The man opposite Agrinus, silent until now, gave me a rakish grin. "It's a woman, I'll bet. Married, wasn't she? The husband chasing you out?"

Well, he was almost right.

"Not that it's any of your business," I said, "but I just have somewhere else I need to be."

The old man kept up his scrutiny of me for a few seconds longer before finally shaking his head in amusement. I could tell that he didn't believe me.

"Aw, go on, then, if that's how you want it." He jerked his thumb over his shoulder. "Stables in the back. Ain't even moved her."

I left them and made my way to the back of the tavern. Behind me, I heard him chuckling to his two friends. "I'll bet it was that Sybil...."
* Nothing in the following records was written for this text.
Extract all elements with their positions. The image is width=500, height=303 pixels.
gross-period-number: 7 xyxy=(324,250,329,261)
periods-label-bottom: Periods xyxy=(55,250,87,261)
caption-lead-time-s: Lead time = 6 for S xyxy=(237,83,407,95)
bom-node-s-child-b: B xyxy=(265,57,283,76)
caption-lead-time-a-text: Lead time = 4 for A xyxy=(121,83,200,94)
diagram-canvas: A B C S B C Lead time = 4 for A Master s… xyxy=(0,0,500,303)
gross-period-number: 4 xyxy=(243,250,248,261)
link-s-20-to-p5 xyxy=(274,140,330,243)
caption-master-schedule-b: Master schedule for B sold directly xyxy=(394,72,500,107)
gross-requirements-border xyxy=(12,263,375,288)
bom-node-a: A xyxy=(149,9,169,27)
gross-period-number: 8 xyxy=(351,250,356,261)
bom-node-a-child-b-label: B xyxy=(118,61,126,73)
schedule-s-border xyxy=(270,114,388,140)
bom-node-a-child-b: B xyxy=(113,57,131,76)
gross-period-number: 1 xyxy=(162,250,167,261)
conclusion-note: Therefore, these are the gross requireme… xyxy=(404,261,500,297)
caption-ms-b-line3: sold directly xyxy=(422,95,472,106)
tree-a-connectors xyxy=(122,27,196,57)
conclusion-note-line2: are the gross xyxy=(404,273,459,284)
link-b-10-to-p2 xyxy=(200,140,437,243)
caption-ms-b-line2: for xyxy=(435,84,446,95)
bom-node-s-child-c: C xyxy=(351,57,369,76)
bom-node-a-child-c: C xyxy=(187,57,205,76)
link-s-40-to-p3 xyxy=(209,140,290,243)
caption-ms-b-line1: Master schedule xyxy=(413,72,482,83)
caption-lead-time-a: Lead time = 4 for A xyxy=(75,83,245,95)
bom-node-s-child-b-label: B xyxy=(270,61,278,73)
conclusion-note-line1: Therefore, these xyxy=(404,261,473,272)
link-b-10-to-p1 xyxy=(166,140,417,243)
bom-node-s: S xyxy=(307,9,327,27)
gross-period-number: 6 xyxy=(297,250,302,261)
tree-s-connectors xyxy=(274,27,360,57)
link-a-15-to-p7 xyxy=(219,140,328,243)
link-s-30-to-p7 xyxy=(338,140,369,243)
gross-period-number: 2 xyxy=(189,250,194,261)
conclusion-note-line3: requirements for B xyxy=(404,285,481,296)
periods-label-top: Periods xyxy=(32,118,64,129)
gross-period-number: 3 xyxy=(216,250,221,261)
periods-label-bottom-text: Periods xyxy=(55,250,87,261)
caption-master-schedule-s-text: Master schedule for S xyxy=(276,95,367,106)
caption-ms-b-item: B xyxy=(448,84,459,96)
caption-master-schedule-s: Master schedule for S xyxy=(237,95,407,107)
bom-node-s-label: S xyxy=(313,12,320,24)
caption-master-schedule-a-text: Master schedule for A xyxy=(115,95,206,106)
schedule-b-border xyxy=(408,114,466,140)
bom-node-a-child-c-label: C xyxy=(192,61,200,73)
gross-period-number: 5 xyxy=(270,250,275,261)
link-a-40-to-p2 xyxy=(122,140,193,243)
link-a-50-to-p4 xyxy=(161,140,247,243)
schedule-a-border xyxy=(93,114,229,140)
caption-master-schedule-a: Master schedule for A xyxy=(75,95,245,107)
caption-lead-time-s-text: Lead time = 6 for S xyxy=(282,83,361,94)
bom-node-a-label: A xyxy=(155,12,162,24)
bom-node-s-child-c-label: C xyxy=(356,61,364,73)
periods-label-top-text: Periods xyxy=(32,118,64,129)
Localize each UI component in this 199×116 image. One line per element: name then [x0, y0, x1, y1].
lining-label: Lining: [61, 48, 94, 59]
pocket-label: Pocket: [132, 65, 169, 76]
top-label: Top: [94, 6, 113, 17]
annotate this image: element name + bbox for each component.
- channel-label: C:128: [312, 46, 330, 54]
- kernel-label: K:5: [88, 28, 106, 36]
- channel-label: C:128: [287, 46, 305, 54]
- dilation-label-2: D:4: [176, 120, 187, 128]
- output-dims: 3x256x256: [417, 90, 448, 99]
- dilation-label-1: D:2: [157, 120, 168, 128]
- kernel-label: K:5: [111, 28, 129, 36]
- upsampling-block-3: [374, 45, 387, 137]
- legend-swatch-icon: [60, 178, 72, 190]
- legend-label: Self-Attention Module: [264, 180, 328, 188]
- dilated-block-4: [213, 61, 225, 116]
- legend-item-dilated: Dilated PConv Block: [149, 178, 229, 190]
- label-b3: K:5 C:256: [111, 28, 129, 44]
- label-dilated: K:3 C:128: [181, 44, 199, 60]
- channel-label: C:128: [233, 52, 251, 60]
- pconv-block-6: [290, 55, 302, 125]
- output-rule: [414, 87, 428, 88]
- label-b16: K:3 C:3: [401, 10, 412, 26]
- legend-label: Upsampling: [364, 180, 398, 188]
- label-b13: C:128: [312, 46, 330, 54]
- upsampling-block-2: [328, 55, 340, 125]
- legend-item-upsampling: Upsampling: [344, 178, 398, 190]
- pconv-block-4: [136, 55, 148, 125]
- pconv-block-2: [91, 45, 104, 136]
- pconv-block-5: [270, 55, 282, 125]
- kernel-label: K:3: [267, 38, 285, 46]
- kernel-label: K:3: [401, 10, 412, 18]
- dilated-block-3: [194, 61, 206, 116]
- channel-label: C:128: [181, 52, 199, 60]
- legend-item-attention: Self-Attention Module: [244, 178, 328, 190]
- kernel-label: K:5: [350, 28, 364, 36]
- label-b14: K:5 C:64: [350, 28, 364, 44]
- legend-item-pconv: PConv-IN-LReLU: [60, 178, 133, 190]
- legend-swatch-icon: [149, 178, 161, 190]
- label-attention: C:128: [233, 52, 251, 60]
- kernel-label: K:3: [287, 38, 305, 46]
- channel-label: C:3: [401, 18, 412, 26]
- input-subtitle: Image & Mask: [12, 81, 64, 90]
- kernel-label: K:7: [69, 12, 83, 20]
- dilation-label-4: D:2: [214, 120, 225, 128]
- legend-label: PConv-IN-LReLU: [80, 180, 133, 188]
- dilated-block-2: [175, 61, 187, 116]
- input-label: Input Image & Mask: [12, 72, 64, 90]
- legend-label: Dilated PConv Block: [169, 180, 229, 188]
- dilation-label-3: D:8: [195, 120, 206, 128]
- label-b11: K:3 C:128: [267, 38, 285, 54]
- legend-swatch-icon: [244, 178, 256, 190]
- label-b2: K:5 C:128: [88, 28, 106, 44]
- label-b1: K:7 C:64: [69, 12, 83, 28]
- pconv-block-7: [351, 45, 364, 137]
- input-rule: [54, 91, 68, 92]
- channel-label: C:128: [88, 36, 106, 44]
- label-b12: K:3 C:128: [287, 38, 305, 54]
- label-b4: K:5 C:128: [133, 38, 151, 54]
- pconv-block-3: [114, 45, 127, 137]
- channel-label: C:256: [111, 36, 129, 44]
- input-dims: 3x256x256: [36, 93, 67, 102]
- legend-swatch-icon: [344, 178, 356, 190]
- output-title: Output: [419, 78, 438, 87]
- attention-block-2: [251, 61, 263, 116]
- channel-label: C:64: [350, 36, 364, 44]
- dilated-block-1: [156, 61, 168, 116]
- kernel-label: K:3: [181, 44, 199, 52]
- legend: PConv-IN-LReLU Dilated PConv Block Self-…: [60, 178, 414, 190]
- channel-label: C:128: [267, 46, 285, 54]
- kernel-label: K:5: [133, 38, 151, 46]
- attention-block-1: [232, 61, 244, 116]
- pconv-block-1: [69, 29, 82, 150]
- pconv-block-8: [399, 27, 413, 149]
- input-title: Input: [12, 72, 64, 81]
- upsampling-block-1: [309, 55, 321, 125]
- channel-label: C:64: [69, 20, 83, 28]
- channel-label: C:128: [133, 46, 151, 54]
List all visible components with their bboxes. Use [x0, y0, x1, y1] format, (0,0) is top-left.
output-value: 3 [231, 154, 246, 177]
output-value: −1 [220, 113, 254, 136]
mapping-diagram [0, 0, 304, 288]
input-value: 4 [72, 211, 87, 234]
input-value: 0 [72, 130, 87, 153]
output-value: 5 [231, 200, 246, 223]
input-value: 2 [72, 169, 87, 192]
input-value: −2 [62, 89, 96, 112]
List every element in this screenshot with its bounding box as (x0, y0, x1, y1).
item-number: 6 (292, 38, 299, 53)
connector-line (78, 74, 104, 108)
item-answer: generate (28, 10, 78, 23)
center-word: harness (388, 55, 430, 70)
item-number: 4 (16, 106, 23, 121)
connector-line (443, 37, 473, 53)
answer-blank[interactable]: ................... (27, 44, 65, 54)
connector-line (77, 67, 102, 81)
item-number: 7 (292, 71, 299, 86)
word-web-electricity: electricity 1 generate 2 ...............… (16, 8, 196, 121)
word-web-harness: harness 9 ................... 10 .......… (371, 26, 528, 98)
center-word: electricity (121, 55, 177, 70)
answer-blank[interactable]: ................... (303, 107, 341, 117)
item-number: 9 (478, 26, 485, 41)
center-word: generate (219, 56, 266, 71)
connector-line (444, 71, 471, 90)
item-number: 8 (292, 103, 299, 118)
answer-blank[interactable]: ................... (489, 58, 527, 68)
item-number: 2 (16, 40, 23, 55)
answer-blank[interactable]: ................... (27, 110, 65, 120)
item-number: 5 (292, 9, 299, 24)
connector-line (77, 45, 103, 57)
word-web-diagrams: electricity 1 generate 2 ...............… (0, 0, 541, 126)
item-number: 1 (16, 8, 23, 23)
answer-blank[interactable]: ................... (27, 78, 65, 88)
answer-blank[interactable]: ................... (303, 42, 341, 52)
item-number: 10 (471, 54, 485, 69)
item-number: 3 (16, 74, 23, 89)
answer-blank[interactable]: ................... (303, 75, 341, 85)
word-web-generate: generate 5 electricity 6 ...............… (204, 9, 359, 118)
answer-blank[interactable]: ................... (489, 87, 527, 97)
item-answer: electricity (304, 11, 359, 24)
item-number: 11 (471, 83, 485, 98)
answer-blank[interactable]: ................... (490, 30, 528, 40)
The mud squelched beneath my feet as I walked to the stables. My hand drifted into my pocket where I'd placed some of the remaining money from the pouch earlier.

"...he'd better leave town now, if he's ever goin' to. That Caleb is a damn big brute. And faster'n you'd believe...."

I led the mare out of her stall. He was right -- she wasn't worth fifty-five dinars. I'd probably lose her halfway to Greece, old and gimpy as she was. But at least I'd kept enough of the money to buy a replacement that was just as old and gimpy.

Reins in hand, I walked her back out to the street. The three old men saluted me with their winning hands as I went past. Their young, unwitting victim was too busy cursing his luck to look up.

"Better hurry on outta here, boy," the one opposite Agrinus called. "Whatever it is you're runnin' from, it must be serious, to buy back that old wreck."

I almost told them that I was running from that damn big brute, Caleb.

Instead, I said, "It's where I'm running to that can't wait."

The flinty-eyed one set down his cards and looked me over curiously. "An' where's that, eh? Entertain me, boy."

For a small moment, I considered telling them, these ancient three whom I'll never see again. I wondered if they would understand.

Where was I going? Back to Greece. Back to my father, to Xena. Greece, where the memories were most alive, and the regrets drew prodigals home. This was a nice town to get lost in, sirs, don't get me wrong. But now I know where to go to be found.

I smiled slightly.

"Home."

Then I pulled myself onto the saddle and didn't look back.